Shirman, 31, a biologist, had not seen his sister for six years, since he and their mother immigrated to Israel. “Thank God we are in Israel and united with my brother,” Flerova told reporters at Ben Gurion Airport. The brother and sister appeared on a television interview an hour later.

Shirman said he was convinced the Soviets relented because of his presence, with an attending physician, at the summit meeting between President Reagan and Soviet leader Mikhail Gorbachev in Reykjavik, Iceland, October 11-12.

Later Shirman came to the United States where he told a press conference on Capitol Hill that he was given about a month to live unless he receives a bone-marrow transplant. “They (the Soviets) apparently finally decided it was simpler to let the family out than for the campaign on our behalf to continue,” Shirman said.

The campaign began nearly a year ago when the Soviet authorities, after refusing Inessa permission to leave, told her she could go to Israel, but without her husband and children.
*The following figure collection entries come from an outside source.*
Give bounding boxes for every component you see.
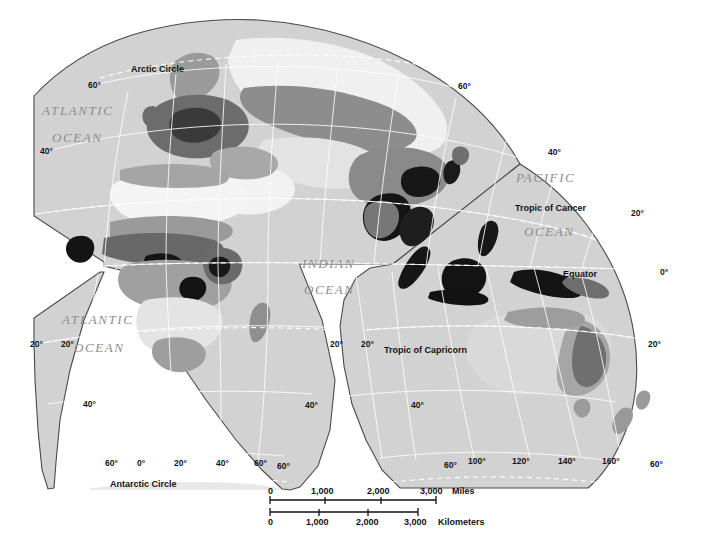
region-class-medium-south-africa: [152, 337, 206, 372]
scale-miles-tick-0: 0: [268, 486, 273, 496]
world-map: ATLANTIC OCEAN ATLANTIC OCEAN INDIAN OCE…: [0, 0, 707, 555]
ocean-body-southwest: [34, 272, 104, 489]
region-class-lowest-antarctic-fringe: [88, 482, 284, 490]
region-class-highest-guinea-coast: [66, 236, 94, 263]
map-canvas: [0, 0, 707, 555]
scale-miles-tick-3000: 3,000: [420, 486, 443, 496]
region-class-medium-new-zealand: [636, 390, 651, 409]
scale-miles-tick-2000: 2,000: [367, 486, 390, 496]
scale-miles-tick-1000: 1,000: [311, 486, 334, 496]
scale-bar: 0 1,000 2,000 3,000 Miles 0 1,000 2,000 …: [268, 482, 468, 524]
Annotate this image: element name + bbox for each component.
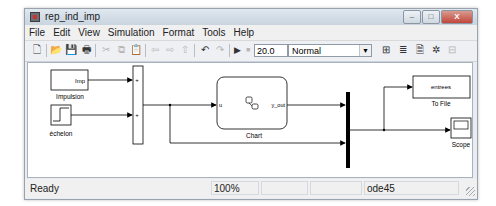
close-button[interactable]: X xyxy=(441,10,473,24)
toolbar-separator xyxy=(194,44,195,57)
model-window: rep_ind_imp – □ X File Edit View Simulat… xyxy=(24,8,478,200)
cut-icon[interactable]: ✂ xyxy=(100,44,112,56)
stop-time-input[interactable]: 20.0 xyxy=(254,44,288,57)
simulation-mode-value: Normal xyxy=(292,46,321,56)
status-field-4 xyxy=(310,181,362,195)
status-field-3 xyxy=(261,181,308,195)
stateflow-chart-block[interactable]: u y_out Chart xyxy=(217,77,287,139)
menu-help[interactable]: Help xyxy=(230,27,259,38)
solver-name: ode45 xyxy=(364,181,459,195)
open-icon[interactable]: 📂 xyxy=(50,44,62,56)
menu-bar: File Edit View Simulation Format Tools H… xyxy=(25,25,477,41)
signal-line[interactable] xyxy=(384,87,412,130)
mux-block[interactable] xyxy=(346,92,350,168)
debug-icon[interactable]: ✲ xyxy=(430,44,442,56)
undo-icon[interactable]: ↶ xyxy=(199,44,211,56)
toggle-icon[interactable]: ⊟ xyxy=(446,44,458,56)
paste-icon[interactable]: 📋 xyxy=(130,44,142,56)
forward-icon[interactable]: ⇨ xyxy=(164,44,176,56)
chevron-down-icon[interactable]: ▼ xyxy=(359,45,371,56)
menu-format[interactable]: Format xyxy=(159,27,199,38)
scope-label: Scope xyxy=(452,141,471,149)
zoom-level: 100% xyxy=(211,181,259,195)
menu-file[interactable]: File xyxy=(25,27,49,38)
copy-icon[interactable]: ⧉ xyxy=(115,44,127,56)
model-canvas[interactable]: Imp Impulsion échelon + + xyxy=(27,62,473,178)
window-title: rep_ind_imp xyxy=(45,11,100,22)
toolbar-separator xyxy=(145,44,146,57)
simulation-mode-select[interactable]: Normal ▼ xyxy=(288,44,372,57)
maximize-button[interactable]: □ xyxy=(422,10,440,24)
to-file-label: To File xyxy=(431,100,451,107)
redo-icon[interactable]: ↷ xyxy=(214,44,226,56)
chart-label: Chart xyxy=(246,132,262,139)
sum-block[interactable]: + + xyxy=(133,66,143,144)
build-icon[interactable]: ⊞ xyxy=(380,44,392,56)
minimize-button[interactable]: – xyxy=(403,10,421,24)
back-icon[interactable]: ⇦ xyxy=(149,44,161,56)
menu-tools[interactable]: Tools xyxy=(198,27,229,38)
impulsion-block[interactable]: Imp Impulsion xyxy=(51,70,88,101)
toolbar: 🗋 📂 💾 🖶 ✂ ⧉ 📋 ⇦ ⇨ ⇧ ↶ ↷ ▶ ■ 20.0 Normal … xyxy=(25,41,477,62)
status-text: Ready xyxy=(27,181,207,195)
model-explorer-icon[interactable]: 🗎 xyxy=(414,44,426,56)
echelon-label: échelon xyxy=(50,130,73,137)
title-bar[interactable]: rep_ind_imp – □ X xyxy=(25,9,477,25)
stop-simulation-icon[interactable]: ■ xyxy=(242,44,254,56)
up-icon[interactable]: ⇧ xyxy=(179,44,191,56)
to-file-block[interactable]: entrees To File xyxy=(413,76,470,107)
sum-port-1: + xyxy=(135,77,139,83)
chart-in-port: u xyxy=(219,102,222,108)
new-model-icon[interactable]: 🗋 xyxy=(31,44,43,56)
toolbar-separator xyxy=(46,44,47,57)
library-browser-icon[interactable]: ≣ xyxy=(397,44,409,56)
sum-port-2: + xyxy=(135,112,139,118)
toolbar-separator xyxy=(229,44,230,57)
toolbar-separator xyxy=(95,44,96,57)
chart-out-port: y_out xyxy=(272,102,286,108)
resize-grip[interactable] xyxy=(466,187,475,196)
print-icon[interactable]: 🖶 xyxy=(80,44,92,56)
scope-block[interactable]: Scope xyxy=(451,118,471,149)
save-icon[interactable]: 💾 xyxy=(65,44,77,56)
simulink-app-icon xyxy=(30,12,40,22)
impulsion-label: Impulsion xyxy=(56,93,84,101)
menu-simulation[interactable]: Simulation xyxy=(104,27,159,38)
menu-edit[interactable]: Edit xyxy=(49,27,74,38)
menu-view[interactable]: View xyxy=(74,27,104,38)
impulsion-inner-label: Imp xyxy=(75,78,86,84)
to-file-filename: entrees xyxy=(431,84,451,90)
status-bar: Ready 100% ode45 xyxy=(25,179,477,198)
echelon-block[interactable]: échelon xyxy=(50,105,73,137)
Later they said she could take her children but her husband, a physicist, must stay behind because his estranged father refused to sign documents releasing him from possible financial obligations — a requirement of Soviet law.

Shirman urged his sister not to come to Israel without her husband because she might never see him again. He insisted that the family’s staying together was more important than his chance for survival. After an international outcry and intervention by U.S. officials, Viktor Flerov was allowed to leave with his wife.

Shirman said Wednesday that his personal problem may have been solved, but the major problem of Soviet Jewry remains.